Scooter Hobbs column: Kiffin sold on LSU
Published 10:20 am Friday, February 6, 2026
At the time, he was our future brother-in-law, a wonderful fellow who is a still a valued member of the family. But Steve picked the wrong Christmas to make the engagement official.
We still laugh about it.
My late mother, you must understand, really was a good cook and prided herself on it to the point that she wasn’t above fishing for compliments at the dinner table.
But one year somebody had the lamebrained idea to get her a crock pot as a Christmas gift.
Dear old mom was unfamiliar with it, but excited to give a whirl.
So, a couple of days after Christmas, she whipped up a Sunday dinner that was … well, it was new and untested, wholly experimental and untried, also unknown and, for lack of a better description …
Basically, it was “inedible” is what it was. Awful. Rank.
No real harm done. Fast food joints were nearby and open. Except for poor Steve who, still being in the suck-up-to-the-in-laws stage of his introduction to the family, not only had to somehow get it down, he had to gush to our mom and rave about whatever foul fowl came out of that crock pot as if he was being treated to fine dining at a Paris bistro.
Anyway, I had to wonder Wednesday if that wasn’t somewhat the same situation that Lane Kiffin was in during what was really his first formal tussle with the state’s sports media — relayed, of course, to the state’s populace.
He was gushing up, full-blown telling the state what it wanted to hear.
Anyway, at times I was wondering if that was really LSU that he was talking about.
For if the LSU program and culture was the perfect football utopia he kept describing, if Baton Rouge was the center of the pigskin universe as he suggested, he wouldn’t have been up at that podium. The Tigers wouldn’t have needed a new coach.
Last year, in particular, the program seemed to have gotten crossways with a crock pot.
Yet to hear Kiffin tell it … well, let’s listen in.
“I didn’t take the job because I knew a lot about the town,” he said. “I didn’t know much about it at all. I took the job because of the football program.”
And now?
He knows LSU football, mainly its potential. Two months on the job, after being in the middle of it, he says he can “feel it” and is motivated by it.
Bottom line: “These people are so excited, now let’s put this product together and think about the excitement when we have all this and we’re winning on top of it.”
That would be the plan. That’s pretty much the return on the $13 million annual investment that LSU is counting on with Kiffin’s salary.
It almost sounds like plug-and-play to get LSU back on the streak where the three coaches before Brian Kelly all won national championships.
But Kiffin did acknowledge there might have been some flaws in the program when he arrived.
It apparently bothered LSU fans more than it did him that one of the reasons the Tigers brought in 43 portal players was that they also lost 34 going the other direction.
“My answer to the fans is, ‘(Should) we keep the same players?’ We’re good coaches, but we also don’t have magic dust. We changed a lot because there needs to be a lot of change within the building.”
Getting the No. 1 transfer class, including three of the top five-rated overall prospects was a start — No. 1 in quarterback Sam Leavitt, No. 3 in offensive lineman Jordan Seaton and No. 5 in edge rusher Princewill Umanmielen.
Kiffin is renowned as the “Portal King,” a tag he picked up while at Ole Miss — or, as it will apparently be henceforth known in Kiffin’s presence: “That last place” or “My previous job.”
But, again preaching to his new choir, he downplayed his own role in the portal haul.
“Luckily we were recruiting to LSU and all the great things that make it,” he said.
It’s partly financial, he admitted, the school’s cash commitment to the football chores.
Cash on the barrelhead. You don’t get far without it these days, but it’s not quite as romantic as the tale Kiffin told.
“The whole town was amazing in recruiting to bring these kids in,” he said. “The hospitality showed at the hotels, restaurants, on campus, was unbelievable.
“They walk into Tiger Stadium, and it’s LSU … and they see the magnitude of the place.
“They come to visit they say the same thing … it’s just different. It’s a different feeling. That’s not the financial piece, that’s just LSU.”
That’s also music to the ears of Kiffin’s new fan base.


Problem to work on — Go through the entries below and collect each line with the string "upper" in it.

--- Material shown Enclosed Below ---

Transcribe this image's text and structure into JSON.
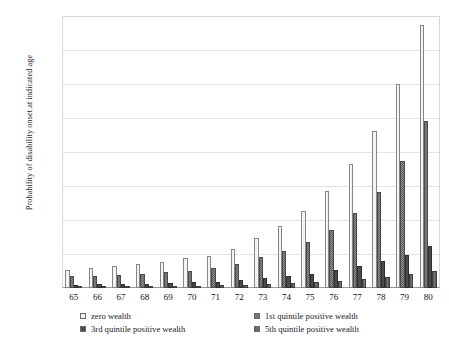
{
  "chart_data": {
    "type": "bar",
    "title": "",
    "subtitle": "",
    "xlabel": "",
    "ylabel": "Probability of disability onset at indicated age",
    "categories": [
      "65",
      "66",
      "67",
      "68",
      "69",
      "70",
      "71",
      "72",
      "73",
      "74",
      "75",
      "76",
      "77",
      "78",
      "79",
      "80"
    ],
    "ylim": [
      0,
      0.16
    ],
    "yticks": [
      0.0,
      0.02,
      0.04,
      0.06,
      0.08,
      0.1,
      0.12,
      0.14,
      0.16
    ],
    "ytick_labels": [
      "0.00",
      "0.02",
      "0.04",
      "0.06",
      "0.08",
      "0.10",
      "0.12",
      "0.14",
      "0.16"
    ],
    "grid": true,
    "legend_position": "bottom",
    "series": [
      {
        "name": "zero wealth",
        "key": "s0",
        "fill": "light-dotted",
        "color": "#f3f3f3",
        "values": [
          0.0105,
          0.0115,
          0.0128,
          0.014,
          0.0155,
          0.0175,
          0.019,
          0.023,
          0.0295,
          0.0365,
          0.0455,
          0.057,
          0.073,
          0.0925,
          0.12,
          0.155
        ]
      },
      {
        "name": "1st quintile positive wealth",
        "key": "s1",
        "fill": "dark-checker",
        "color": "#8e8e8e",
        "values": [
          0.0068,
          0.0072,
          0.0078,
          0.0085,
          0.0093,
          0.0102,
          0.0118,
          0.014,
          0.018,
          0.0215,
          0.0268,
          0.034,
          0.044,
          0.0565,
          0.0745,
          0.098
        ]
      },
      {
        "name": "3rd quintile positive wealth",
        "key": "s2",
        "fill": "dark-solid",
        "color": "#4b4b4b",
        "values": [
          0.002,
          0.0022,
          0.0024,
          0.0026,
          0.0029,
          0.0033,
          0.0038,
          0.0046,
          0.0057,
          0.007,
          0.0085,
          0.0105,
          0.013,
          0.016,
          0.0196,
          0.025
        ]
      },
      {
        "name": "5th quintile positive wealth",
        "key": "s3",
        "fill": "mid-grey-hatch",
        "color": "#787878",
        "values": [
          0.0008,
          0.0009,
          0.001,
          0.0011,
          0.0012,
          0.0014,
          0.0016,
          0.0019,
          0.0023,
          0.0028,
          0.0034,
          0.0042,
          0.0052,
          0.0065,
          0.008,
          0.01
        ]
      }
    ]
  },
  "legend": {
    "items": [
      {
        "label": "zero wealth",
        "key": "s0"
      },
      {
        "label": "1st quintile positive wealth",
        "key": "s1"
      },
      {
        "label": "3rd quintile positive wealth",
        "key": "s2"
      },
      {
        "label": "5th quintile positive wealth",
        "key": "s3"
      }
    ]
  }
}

--- End of Enclosed Material shown ---
--- Material shown Enclosed Below ---

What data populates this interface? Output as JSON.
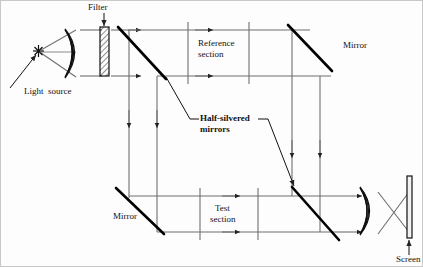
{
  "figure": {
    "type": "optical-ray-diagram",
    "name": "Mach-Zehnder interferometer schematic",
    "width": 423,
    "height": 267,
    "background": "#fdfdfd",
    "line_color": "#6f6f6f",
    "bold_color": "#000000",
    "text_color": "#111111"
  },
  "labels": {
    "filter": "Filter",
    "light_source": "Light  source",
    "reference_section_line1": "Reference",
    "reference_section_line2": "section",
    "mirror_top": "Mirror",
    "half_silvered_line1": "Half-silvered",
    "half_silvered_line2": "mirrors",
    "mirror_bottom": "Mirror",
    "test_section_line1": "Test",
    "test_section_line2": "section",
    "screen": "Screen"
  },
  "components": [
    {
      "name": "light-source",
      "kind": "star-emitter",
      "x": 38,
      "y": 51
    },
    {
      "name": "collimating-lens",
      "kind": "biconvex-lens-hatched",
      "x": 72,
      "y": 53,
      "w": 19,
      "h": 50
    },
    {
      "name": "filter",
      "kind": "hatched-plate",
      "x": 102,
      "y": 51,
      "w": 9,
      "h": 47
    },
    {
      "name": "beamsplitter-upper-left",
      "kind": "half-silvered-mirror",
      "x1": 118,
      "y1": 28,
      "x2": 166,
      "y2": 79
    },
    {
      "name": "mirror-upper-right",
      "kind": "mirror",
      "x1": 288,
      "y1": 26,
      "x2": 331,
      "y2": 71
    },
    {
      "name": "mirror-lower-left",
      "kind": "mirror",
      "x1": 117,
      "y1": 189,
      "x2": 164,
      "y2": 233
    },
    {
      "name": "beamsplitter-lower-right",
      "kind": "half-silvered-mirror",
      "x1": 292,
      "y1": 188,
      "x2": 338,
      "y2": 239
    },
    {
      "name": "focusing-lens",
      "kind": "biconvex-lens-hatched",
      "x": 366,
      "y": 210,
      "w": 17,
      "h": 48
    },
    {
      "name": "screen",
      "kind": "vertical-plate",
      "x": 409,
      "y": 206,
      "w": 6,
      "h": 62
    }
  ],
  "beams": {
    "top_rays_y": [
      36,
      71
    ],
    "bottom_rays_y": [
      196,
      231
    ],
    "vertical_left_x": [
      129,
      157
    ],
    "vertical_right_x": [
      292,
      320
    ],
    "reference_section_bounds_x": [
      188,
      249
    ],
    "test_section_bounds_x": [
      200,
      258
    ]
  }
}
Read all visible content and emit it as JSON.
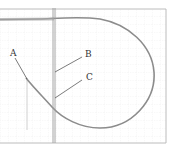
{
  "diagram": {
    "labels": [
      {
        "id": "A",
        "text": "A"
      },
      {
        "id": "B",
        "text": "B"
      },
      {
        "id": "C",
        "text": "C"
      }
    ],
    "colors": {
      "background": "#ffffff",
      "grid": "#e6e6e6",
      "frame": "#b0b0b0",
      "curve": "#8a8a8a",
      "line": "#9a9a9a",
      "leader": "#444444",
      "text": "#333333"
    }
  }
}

--- End of Enclosed Material shown ---

Task result —
      "name": "beamsplitter-upper-left",
      "name": "mirror-upper-right",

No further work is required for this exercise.